The strangest people in the world
According to a study known as "The Strangest People in the World" published in 2010, anthropologist Joseph Heinrich and his team at the University of British Columbia showed that approximately 96% of psychology topics come from what is known as "Werd societies," meaning educated, industrialized, rich, and democratic Western societies.

Bias towards societies is presented as a problem for several reasons. First: Because people in these societies represent an unparalleled choice for non-developed societies, developed countries constitute only 12% of the world's population.

The author recently collaborated with her colleagues to design a study concerned with two features: the extent of a person’s patience, and how tolerant they are of uncertainty. The research included four different societies: India, the United States, Argentina, and the indigenous children of Chouar who lived in Ecuador’s Amazon.

The Shawar communities that I visited were secluded, and a boat ride across the Morona River was the only way to reach, and the neighborhood maintains a traditional lifestyle, relying on wild hunting, garden crops and fishing, and industrial goods are not considered important for their lifestyle.

The research team used a similar "Marshmallow Test" experiment to measure children's ability to patience, which is given to children between the ages of 4 and 18 to choose between getting one piece of candy today, or taking more than one piece if they are ready to wait for a day, and if they are able to patience They will get a great deal of sweets the next day.
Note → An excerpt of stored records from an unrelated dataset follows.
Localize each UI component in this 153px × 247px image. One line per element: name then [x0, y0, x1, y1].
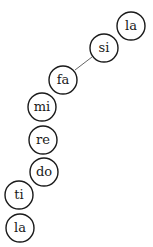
connector-si-fa	[75, 57, 92, 70]
node-la_bottom: la	[6, 214, 34, 242]
node-label: mi	[34, 99, 51, 114]
node-label: si	[99, 40, 110, 55]
node-do: do	[30, 158, 58, 186]
solfege-diagram: lasifamiredotila	[0, 0, 153, 247]
node-label: fa	[57, 72, 70, 87]
node-mi: mi	[28, 93, 56, 121]
node-ti: ti	[5, 181, 33, 209]
node-label: la	[14, 220, 26, 235]
node-re: re	[29, 126, 57, 154]
node-label: do	[36, 164, 52, 179]
node-label: ti	[14, 187, 23, 202]
node-fa: fa	[49, 66, 77, 94]
node-si: si	[90, 34, 118, 62]
node-label: la	[125, 18, 137, 33]
node-label: re	[36, 132, 50, 147]
node-la_top: la	[117, 12, 145, 40]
According to this experience, they found many differences, as children in the United States, Argentina, and India behaved similarly, as they tended to be patient and tolerant towards their uncertainty, while Al-Shawar showed a very different pattern of behavior. They were impatient, so most of them did not choose the perilous cyst.

In a follow-up study the following year, they found that Chorus children who live near cities behave like Americans unlike Chorus children in rainforests, and it seems that living near cities or industrial societies contributes to shaping children's behavior.

In resource societies, children feel they can better tolerate patience (Getty Images)

Manufacturing and behavior development
Industrialization is an influential force in the development of behavior, and it is important to understand its legacy in the human story. The emergence of agriculture 10 thousand years ago is considered the deepest transformation in the history of human life, as people no longer depend on hunting and gathering fruits to survive, but they formed more complex societies with innovations that included new ways to assemble Storage and circulation of resources.

As a result, markets have changed our perceptions of affordability. In “resource-bearing societies” that have the resources, children feel they can afford to be patient and look for risks better, and if they are not lucky and they don't win any candy, then that's fine, it did not cost them Much.

As for the children of the Shuar in the rainforest - who have less resources than other societies - losing the candy is a problem, because they prefer to avoid the risks.

Over time, these successful strategies can become frequent strategies to interact with our world. For example, people who live in an environment where waiting costs are high may be impatient.

Shwar children in rainforests where resources are less than other societies are not patient (Getty Images)

The "Big Five" model of personality change
Studies support the idea that personality is formed through the environment, and while working among the indigenous people of Tesman in Bolivia with anthropologists from the University of California Santa Barbara found little support for the so-called "Big Five" model of personality change which consists of openness to experience, conscience, extrovert, consent, and neuroscience .

Anthropologist Paul Smaldino of the University of California at Merced and his collaborators followed the findings and their relationship to changes spurred by industrialization, and they see that the more complex societies become, the more social and professional roles evolve.

The different personality traits in some roles are more successful than others, and the more roles, the more diverse the personality.

These studies indicate that our environments can affect our personality deeply, and enable us to understand better what makes us aware of who we are.